DUBLIN – To no one's great surprise, UCB SA and Amgen Inc. confirmed Monday that they had received a complete response letter from the FDA for their BLA for Evenity (romosozumab), which is in development for osteoporosis in postmenopausal women.

The drug's original PDUFA date was Tuesday. Its next one will be some time away. "We don't anticipate getting approval this year," Scott Fleming, spokesman at Brussels, Belgium-based UCB, told BioWorld.

The two partners had indicated the likelihood of such an outcome back in May, when unveiling data from the phase III Arch trial, which compared a regimen of romosozumab combined with alendronate with alendronate alone in about 4,100 patients. The study unearthed a potential cardiovascular safety signal not seen in a previous placebo-controlled study, called Frame, and it has prompted the FDA to take a deeper look. (See BioWorld Today, May 23, 2017.)

The original BLA, which they filed on July 19, 2016, and which the FDA accepted for review on Sept. 26, 2016, was primarily based on data from the Frame study, which recruited about 7,180 participants.

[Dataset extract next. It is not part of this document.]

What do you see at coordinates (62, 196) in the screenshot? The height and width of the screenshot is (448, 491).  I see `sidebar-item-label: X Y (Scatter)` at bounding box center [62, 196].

The two companies will release further details of the likely timelines involved in the resubmission process next week, when they report their respective half-yearly financial results. "It's not a full resubmission again," Fleming said.

Jefferies analyst Michael Yee attributed the differing safety signals to the play of chance. "Since neither of these studies are powered to show significant differences in CV [cardiovascular] events and preclinical and genetic data hasn't suggested anything target-related, it would seem to be just a numerical imbalance and bad luck," he wrote in a flash note. "If the two studies were pooled, [we would be] unlikely to see any major difference either."

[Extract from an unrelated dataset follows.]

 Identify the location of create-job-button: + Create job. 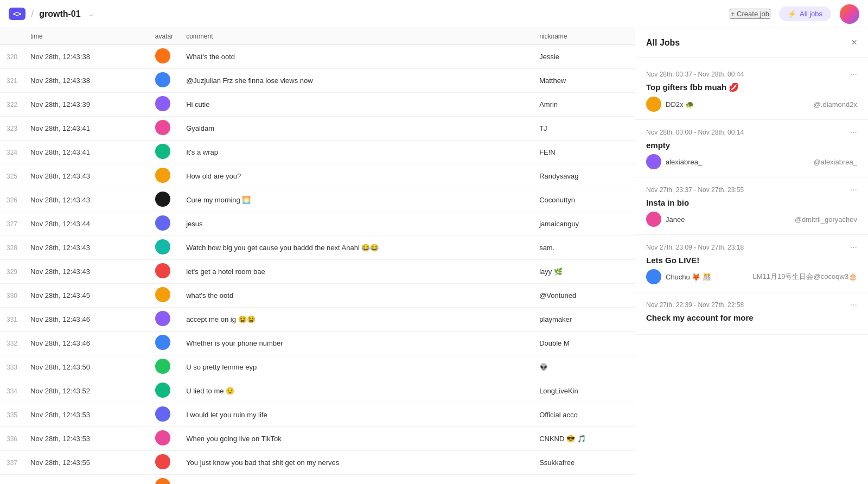
(750, 14).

According to Yee's analysis, the pooled data yield cardiovascular adverse event rates of 0.89 percent and 0.68 percent for the study and control groups, respectively.

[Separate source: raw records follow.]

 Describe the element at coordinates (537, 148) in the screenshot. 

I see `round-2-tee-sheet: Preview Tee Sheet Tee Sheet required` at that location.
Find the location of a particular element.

However, another phase III study, Bridge, which recruited 245 men with osteoporosis, also demonstrated an imbalance between study and control arms in terms of cardiovascular signals – 4.9 percent (8/163) of subjects on romosozumab had a serious cardiovascular event, whereas 2.5 percent (1/81) of subjects in the control group did. The control arm registered more cardiovascular deaths (1/81; 1.2 percent than the study arm (1/163; 0.6 percent).

The FDA has also requested that the partners now include data from that trial, too. The data were unveiled last November and were already included in a Japanese regulatory filing submitted on Dec. 20, 2016, by Amgen Astellas Biopharma K.K, a joint venture between Amgen, of Thousand Oaks, Calif., and Tokyo-based Astellas Pharma Inc.

Filing plans for Europe remain unchanged. "The European submission was always planned for the end of this year or very early in 2018," Fleming said. "Preparation for that is continuing as planned."

Meanwhile, Amgen's existing bone health franchise, based on the RANK ligand inhibitor denosumab, continues to thrive. The company markets the drug under two different brands. Prolia, which is administered at 60 mg every six months, is licensed for women with osteoporosis, men with non-metastatic prostate cancer at high risk of fracture due to androgen deprivation therapy, and woman at high risk of fracture because of adjuvant aromatase inhibitor therapy for breast cancer. Xgeva is a higher-dose version of the same product and is administered at 120 mg every four weeks to prevent skeletal-related events in patients with bone metastases from solid tumors or to patients with unresectable giant cell tumor of the bone.

Between them, the two products amassed $827 million in first-quarter sales, with $425 million coming from Prolia and $402 million from Xgeva.

Denosumab is not a direct competitor to romosozumab, given their contrasting mechanisms of action. Denosumab combats the breakdown of bone by regulating the activity of osteoclasts, the cells that drive bone resorption. Romosozumab is a "bone builder" – it acts by inhibiting sclerostin, a signal protein thought to inhibit bone formation by down-regulating the Wnt signal pathway. The drug is being positioned as a complement to rather than a replacement for anti-resorption therapy.

Analysts have trimmed their original blockbuster forecasts, however, given the present uncertainty. "Approval still seems likely, although potentially in [a] narrower population," Jefferies analyst Peter Welford wrote in a flash note. Although he is currently forecasting $1.25 billion in worldwide peak sales, "greater understanding of Evenity's risk-benefit profile in due course could understandably have an impact on its commercial potential," he stated.

Nonetheless, Welford said he still sees a future for the drug. "We would highlight that despite the safety signal seen, Evenity has demonstrated efficacy in reducing both vertebral and the clinically relevant non-vertebral fractures, suggesting that there remains a role for this therapy for the treatment of [post-menopausal osteoporosis], albeit potentially in a narrower patient population than originally envisaged, in our view."